ERBIL, Kurdistan Region — The Turkish army has in the last month begun interrogating villagers in the Batifa subdistrict of Duhok province and barring them from tending to their land, residents of the area have told Rudaw.
Idris Younes was on his way to irrigate his farmland in the village of Ris ten days ago when he was arrested by Turkish officers.
“The Turkish government captured me while I was in my car. They took me to our village [Ris]. Then, a Turkish commander handed me over to the commander of mercenaries, who held me for some three hours and released me upon receiving an order from the Turkish commander,” Younes told Rudaw earlier this week.
By mercenaries, Younes was referring to guards, mostly from Kurdish villages in southeast Turkey, who work in Batifa on the orders and payroll of the Turkish interior ministry.
In mid-June, Turkey launched an air and ground military offensive against the Kurdistan Workers’ Party (PKK) presence in the Kurdistan Region. The PKK, an armed Kurdish group fighting for the political and cultural rights of Kurds in Turkey, has been headquartered in the mountains of the Turkey-Iraq-Iran border area for decades.
At least eight civilians, as well as two Iraqi border officials, have been killed in Turkish airstrikes in Duhok and Erbil provinces since mid-June. Ankara announced that it had “successfully completed” its anti-PKK ground operations in the Haftanin area in early September.
Mohammed Ahmed, from the Batifa village of Bank, told Rudaw that locals remain under intense pressure from both Ankara and the PKK.
“Turkey comes here and says that the PKK is a terrorist organization and it is evil. After ten days, Turkey would leave here and the PKK would replace them,” Ahmed said. “They both oppress us.”
Villagers of some areas in Duhok province told Rudaw in June that they were having to seek permission from the Turkish army to visit their farms and allow their animals to graze. Dlsher Abdulsattar, mayor of Batifa subdistrict told Rudaw this week that Ankara’s interrogation of villagers has compounded their fear.
“After being interrogated by Turkish army, the locals of the villages that are part of Batifa subdistrict can’t go to their farmland. This has caused instability, and has harmed them psychologically. They fear that they could be targeted in bombing,” he said.
The Kurdistan Regional Government (KRG) has not issued an official stance on the interrogation of villagers by Turkish officers. However, it has more generally demanded that both Turkey and the PKK end their operations in the Kurdistan Region.
Zryan Rojhalati, a researcher at Rudaw Research Center said on Friday that Turkey’s overall presence in the Kurdistan Region forms part of “a new stage of oppressing Kurds, domestically and through foreign interventions" since 2015, when a short-lived ceasefire between Ankara and the PKK crumbled.
Turkey is emboldened by a decades-old military deal it has with Baghdad that renders any KRG response futile, Rojhelati said.
"As per the deal, Turkey can chase groups that oppose it for up to 30 kilometers into Iraq. If it wants to enter more than 30 kilometers into the country, it needs Baghdad’s approval,” Rojhalat said.
"I believe what Turkey is doing on the border is mostly based on this deal ... So the Kurdistan Region is not an effective actor in preventing Turkey's invasion."
Late Iraqi security expert Husham al-Hashimi told Rudaw English in June that Turkey’s latest military campaign had been approved by the governments of both Iraq and the Kurdistan Region.
The Turkish presidency’s Directorate of Communications issued a map in July that showed it had established 37 “military points” within the borders of the Kurdistan Region of Iraq, including one established in each of the cities of Erbil, Duhok, Zakho and Soran. The map was later removed from its original site of publication.
Ankara had set up another four military bases in the Kurdistan Region by late September, a local security source told Rudaw.
The Turkish army’s incursions into the Kurdistan Region since 1992 have left a staggering 504 villages empty and their residents internally displaced, according to a report released in September by the Kurdistan Regional Parliament.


Work task: Look below for the line containing "Output a JSON". Write out that line and the rest through the last one, exactly as they appear, but without pictures.

Figure collection entries
^^^^^^^^
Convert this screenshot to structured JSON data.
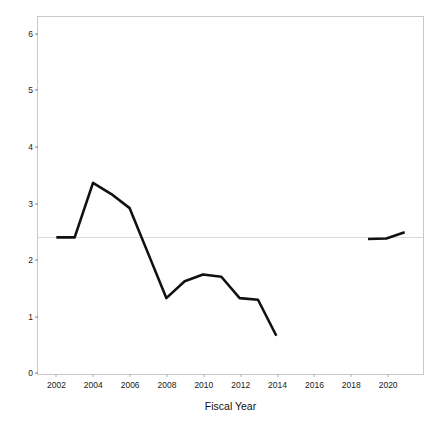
{
  "chart_data": {
    "type": "line",
    "title": "",
    "xlabel": "Fiscal Year",
    "ylabel": "Millions (Constant 2019 USD)",
    "xlim": [
      2001,
      2022
    ],
    "ylim": [
      -0.05,
      6.3
    ],
    "xticks": [
      2002,
      2004,
      2006,
      2008,
      2010,
      2012,
      2014,
      2016,
      2018,
      2020
    ],
    "xticklabels": [
      "2002",
      "2004",
      "2006",
      "2008",
      "2010",
      "2012",
      "2014",
      "2016",
      "2018",
      "2020"
    ],
    "yticks": [
      0,
      1,
      2,
      3,
      4,
      5,
      6
    ],
    "yticklabels": [
      "0",
      "1",
      "2",
      "3",
      "4",
      "5",
      "6"
    ],
    "grid": false,
    "legend": null,
    "line_color": "#111111",
    "reference_line": {
      "value": 2.4,
      "color": "#d9d9d9",
      "orientation": "horizontal"
    },
    "series": [
      {
        "name": "Funding",
        "x": [
          2002,
          2003,
          2004,
          2005,
          2006,
          2007,
          2008,
          2009,
          2010,
          2011,
          2012,
          2013,
          2014
        ],
        "values": [
          2.38,
          2.38,
          3.35,
          3.15,
          2.9,
          2.1,
          1.3,
          1.6,
          1.72,
          1.68,
          1.3,
          1.27,
          0.63
        ]
      },
      {
        "name": "Funding (resumed)",
        "x": [
          2019,
          2020,
          2021
        ],
        "values": [
          2.35,
          2.36,
          2.47
        ]
      }
    ],
    "gap_years": [
      2015,
      2016,
      2017,
      2018
    ]
  }
}
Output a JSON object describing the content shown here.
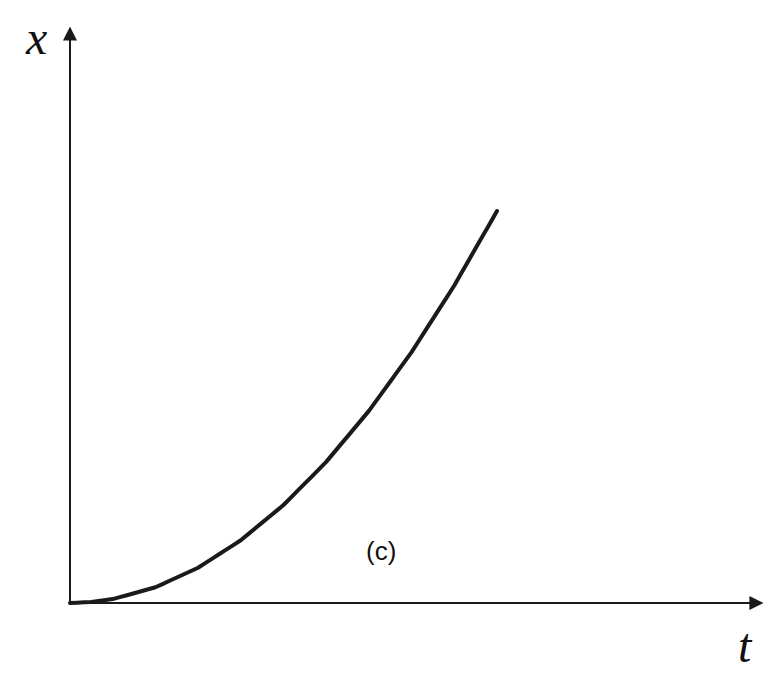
{
  "chart_data": {
    "type": "line",
    "title": "",
    "xlabel": "t",
    "ylabel": "x",
    "annotation": "(c)",
    "grid": false,
    "legend": null,
    "ticks": {
      "x": [],
      "y": []
    },
    "series": [
      {
        "name": "x(t)",
        "color": "#1a1a1a",
        "x": [
          0,
          0.05,
          0.1,
          0.2,
          0.3,
          0.4,
          0.5,
          0.6,
          0.7,
          0.8,
          0.9,
          1.0
        ],
        "y": [
          0,
          0.0025,
          0.01,
          0.04,
          0.09,
          0.16,
          0.25,
          0.36,
          0.49,
          0.64,
          0.81,
          1.0
        ]
      }
    ],
    "xlim": [
      0,
      1.6
    ],
    "ylim": [
      0,
      1.45
    ]
  },
  "labels": {
    "y_axis": "x",
    "x_axis": "t",
    "panel": "(c)"
  },
  "colors": {
    "axis": "#1a1a1a",
    "curve": "#1a1a1a",
    "background": "#ffffff"
  }
}
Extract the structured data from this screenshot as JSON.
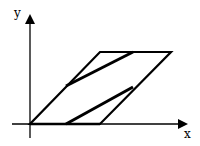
^^^^^^^^
Answer to the exercise:
Output a JSON object describing the content shown here.
{
  "chart_data": {
    "type": "line",
    "title": "",
    "xlabel": "t",
    "ylabel": "x",
    "annotation": "(c)",
    "grid": false,
    "legend": null,
    "ticks": {
      "x": [],
      "y": []
    },
    "series": [
      {
        "name": "x(t)",
        "color": "#1a1a1a",
        "x": [
          0,
          0.05,
          0.1,
          0.2,
          0.3,
          0.4,
          0.5,
          0.6,
          0.7,
          0.8,
          0.9,
          1.0
        ],
        "y": [
          0,
          0.0025,
          0.01,
          0.04,
          0.09,
          0.16,
          0.25,
          0.36,
          0.49,
          0.64,
          0.81,
          1.0
        ]
      }
    ],
    "xlim": [
      0,
      1.6
    ],
    "ylim": [
      0,
      1.45
    ]
  },
  "labels": {
    "y_axis": "x",
    "x_axis": "t",
    "panel": "(c)"
  },
  "colors": {
    "axis": "#1a1a1a",
    "curve": "#1a1a1a",
    "background": "#ffffff"
  }
}
Extract the structured data from this screenshot as JSON.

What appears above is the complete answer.